David ben Amram Adani
David ben Amram Adani was a Yemenite Jewish scholar renowned for his authorship of Midrash HaGadol, a collection of homiletical expositions drawn from ancient rabbinic sources. Adani is believed to have descended from a line of prominent Jewish leaders in Aden, as he is referred to in one ancient source as "David b. Amram, the nagid from the city of Aden." Nagid is a title borne by the leader of the Jewish community of Aden from the 12th century.
Life
Little is known of Adani's life, except that he was a gifted poet. All that which remains of his poetry, however, are the rhymed Hebrew poems which he penned at the introduction to each biblical parashah in the Midrash HaGadol, and one poem written for the liturgies cited on the Day of Atonement, entitled Naḍid er-Raḥamīm, in Judeo-Arabic. Other poems of his which have survived are a poetic introduction to the Jewish laws of ritual slaughter and a poem in Aramaic signed with his acrostics.In his capacity as community leader, he had access to rare books of Jewish literature and oral traditions, of which he frequently cites in his Midrash HaGadol. Adani's Midrash HaGadol is the most disseminated of all midrashic literature found in Yemen, all of which being hand-made copies of Adani's work, written before the introduction of the printing press in Yemen. Many of these works are now housed in the manuscript department of major libraries in New York, London and Berlin.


§ **Work item**: Without any pictures, copy the records below once more, exactly as they are.

(Stored records)
----------

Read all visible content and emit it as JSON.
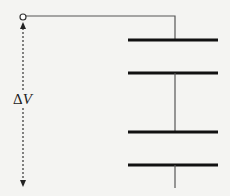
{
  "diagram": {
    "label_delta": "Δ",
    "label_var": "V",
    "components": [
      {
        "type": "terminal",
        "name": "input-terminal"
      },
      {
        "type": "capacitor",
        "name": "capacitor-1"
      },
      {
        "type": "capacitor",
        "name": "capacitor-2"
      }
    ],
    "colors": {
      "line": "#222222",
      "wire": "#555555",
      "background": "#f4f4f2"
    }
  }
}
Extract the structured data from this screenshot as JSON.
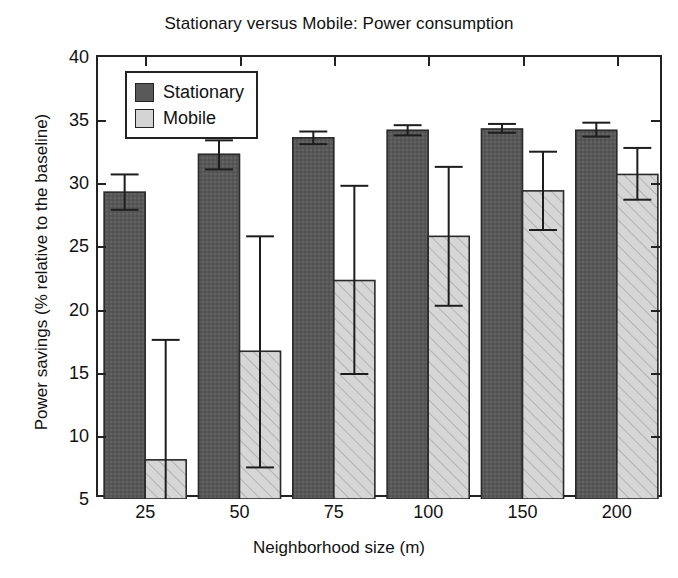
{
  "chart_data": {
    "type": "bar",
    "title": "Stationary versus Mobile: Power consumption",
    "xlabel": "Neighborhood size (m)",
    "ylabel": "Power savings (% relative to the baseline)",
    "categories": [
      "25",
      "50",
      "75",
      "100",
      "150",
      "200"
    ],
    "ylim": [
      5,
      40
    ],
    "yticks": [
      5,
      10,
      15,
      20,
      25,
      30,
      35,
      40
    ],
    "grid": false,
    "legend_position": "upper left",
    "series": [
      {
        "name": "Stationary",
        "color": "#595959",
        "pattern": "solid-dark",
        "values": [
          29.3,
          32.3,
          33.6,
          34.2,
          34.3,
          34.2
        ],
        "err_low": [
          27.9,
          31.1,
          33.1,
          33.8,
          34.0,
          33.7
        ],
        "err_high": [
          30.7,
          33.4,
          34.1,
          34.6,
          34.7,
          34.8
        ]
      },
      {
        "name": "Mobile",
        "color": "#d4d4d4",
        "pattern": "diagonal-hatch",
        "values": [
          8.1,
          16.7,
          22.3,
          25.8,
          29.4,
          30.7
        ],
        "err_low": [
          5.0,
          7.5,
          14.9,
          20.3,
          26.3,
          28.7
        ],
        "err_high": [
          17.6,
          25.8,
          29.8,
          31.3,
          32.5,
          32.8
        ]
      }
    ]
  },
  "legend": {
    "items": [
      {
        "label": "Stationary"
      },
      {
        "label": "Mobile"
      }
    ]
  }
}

----------

§ **Output of the task**:
Read all visible content and emit it as JSON.
{
  "diagram": {
    "label_delta": "Δ",
    "label_var": "V",
    "components": [
      {
        "type": "terminal",
        "name": "input-terminal"
      },
      {
        "type": "capacitor",
        "name": "capacitor-1"
      },
      {
        "type": "capacitor",
        "name": "capacitor-2"
      }
    ],
    "colors": {
      "line": "#222222",
      "wire": "#555555",
      "background": "#f4f4f2"
    }
  }
}
Extract the structured data from this screenshot as JSON.
{
  "chart_data": {
    "type": "bar",
    "title": "Stationary versus Mobile: Power consumption",
    "xlabel": "Neighborhood size (m)",
    "ylabel": "Power savings (% relative to the baseline)",
    "categories": [
      "25",
      "50",
      "75",
      "100",
      "150",
      "200"
    ],
    "ylim": [
      5,
      40
    ],
    "yticks": [
      5,
      10,
      15,
      20,
      25,
      30,
      35,
      40
    ],
    "grid": false,
    "legend_position": "upper left",
    "series": [
      {
        "name": "Stationary",
        "color": "#595959",
        "pattern": "solid-dark",
        "values": [
          29.3,
          32.3,
          33.6,
          34.2,
          34.3,
          34.2
        ],
        "err_low": [
          27.9,
          31.1,
          33.1,
          33.8,
          34.0,
          33.7
        ],
        "err_high": [
          30.7,
          33.4,
          34.1,
          34.6,
          34.7,
          34.8
        ]
      },
      {
        "name": "Mobile",
        "color": "#d4d4d4",
        "pattern": "diagonal-hatch",
        "values": [
          8.1,
          16.7,
          22.3,
          25.8,
          29.4,
          30.7
        ],
        "err_low": [
          5.0,
          7.5,
          14.9,
          20.3,
          26.3,
          28.7
        ],
        "err_high": [
          17.6,
          25.8,
          29.8,
          31.3,
          32.5,
          32.8
        ]
      }
    ]
  },
  "legend": {
    "items": [
      {
        "label": "Stationary"
      },
      {
        "label": "Mobile"
      }
    ]
  }
}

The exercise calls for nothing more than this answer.